K. Kohn, M. Waring, Daniel Glaubiger
1975
Citations
1
Influential Citations
133
Citations
Quality indicators
Journal
Cancer research
Abstract
Ellipticine (NSC 71795), a plant alkaloid with antitumor activity, is a weakly basic polycyclic molecule with dimensions similar to those of proflavin. Like proflavin, ellipticine exhibits hypocromic and bathochromic changes in absorption spectrum in the presence of DNA. It binds preferentially to helical DNA by intercalation, but the strength of binding is substantially greater than that of proflavin. The evidence for intercalation is based on effects on the sedimentation and viscosity of sheared DNA fragments, removal and reversal of the supercoiling of closed circular DNA, and electric dichroism measurements. The sedimentation and viscosity changes are quantitatively similar to those produced by proflavin. The unwinding angle on binding to supercoiled DNA is estimated to be 7.9 degrees, similar to that of proflavin. Electric dichroism shows the plane of the bound ellipticine molecule to be oriented parallel (plus or minus 7 degrees) to the plane of the bases in helical DNA. Ellipticine differs from proflavin in that it is uncharged at neutral pH and becomes protonated under mildly acid conditions. This feature may influence the intracellular distribution of the drug. Ellipticine bound to DNA is probably in its protonated form.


#### REQUIRED ACTION:
Only the lines containing "Image" should appear in the answer, copied from the listing below.

#### PROVIDED RECORDS:
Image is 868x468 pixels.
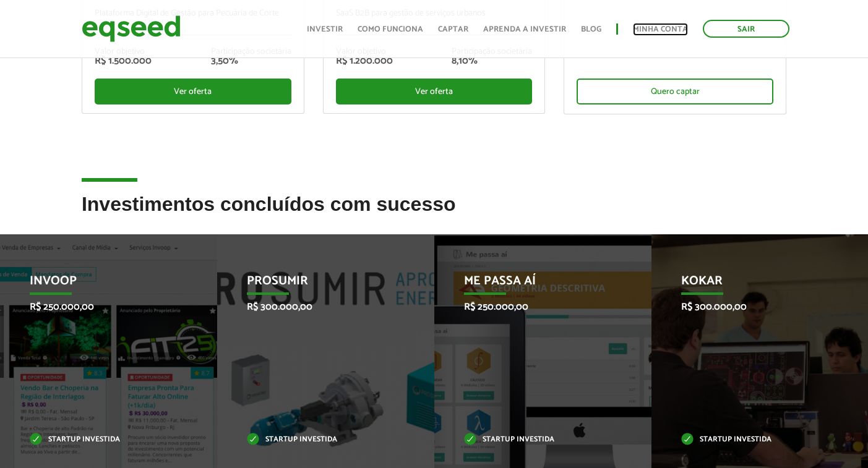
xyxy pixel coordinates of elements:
...
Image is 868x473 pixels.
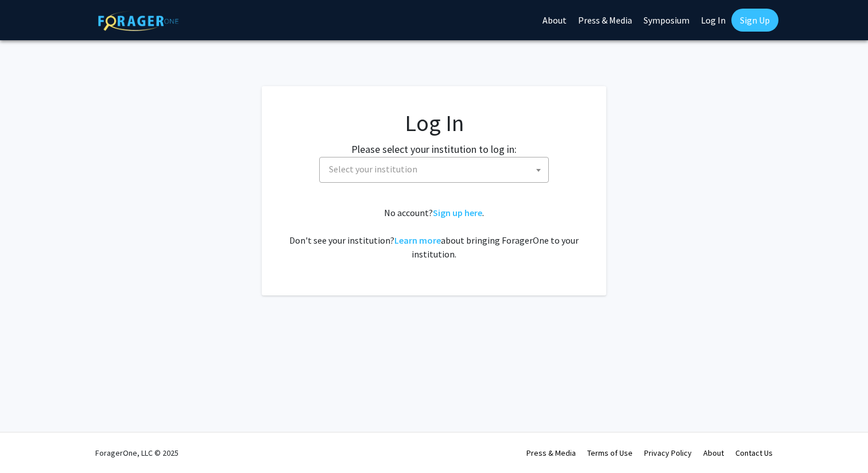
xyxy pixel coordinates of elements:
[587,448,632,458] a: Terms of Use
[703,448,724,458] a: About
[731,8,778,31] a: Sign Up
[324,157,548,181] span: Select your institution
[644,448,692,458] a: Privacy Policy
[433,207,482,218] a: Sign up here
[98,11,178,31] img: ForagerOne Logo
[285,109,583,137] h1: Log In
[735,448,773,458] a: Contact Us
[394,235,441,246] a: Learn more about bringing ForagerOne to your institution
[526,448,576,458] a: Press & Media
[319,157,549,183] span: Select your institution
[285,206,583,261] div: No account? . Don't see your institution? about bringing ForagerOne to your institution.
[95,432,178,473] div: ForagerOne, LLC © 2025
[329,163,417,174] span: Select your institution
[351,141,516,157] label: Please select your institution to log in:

#### RESPONSE TO THE EXERCISE:
Image is 868x468 pixels.
Image is 868x473 pixels.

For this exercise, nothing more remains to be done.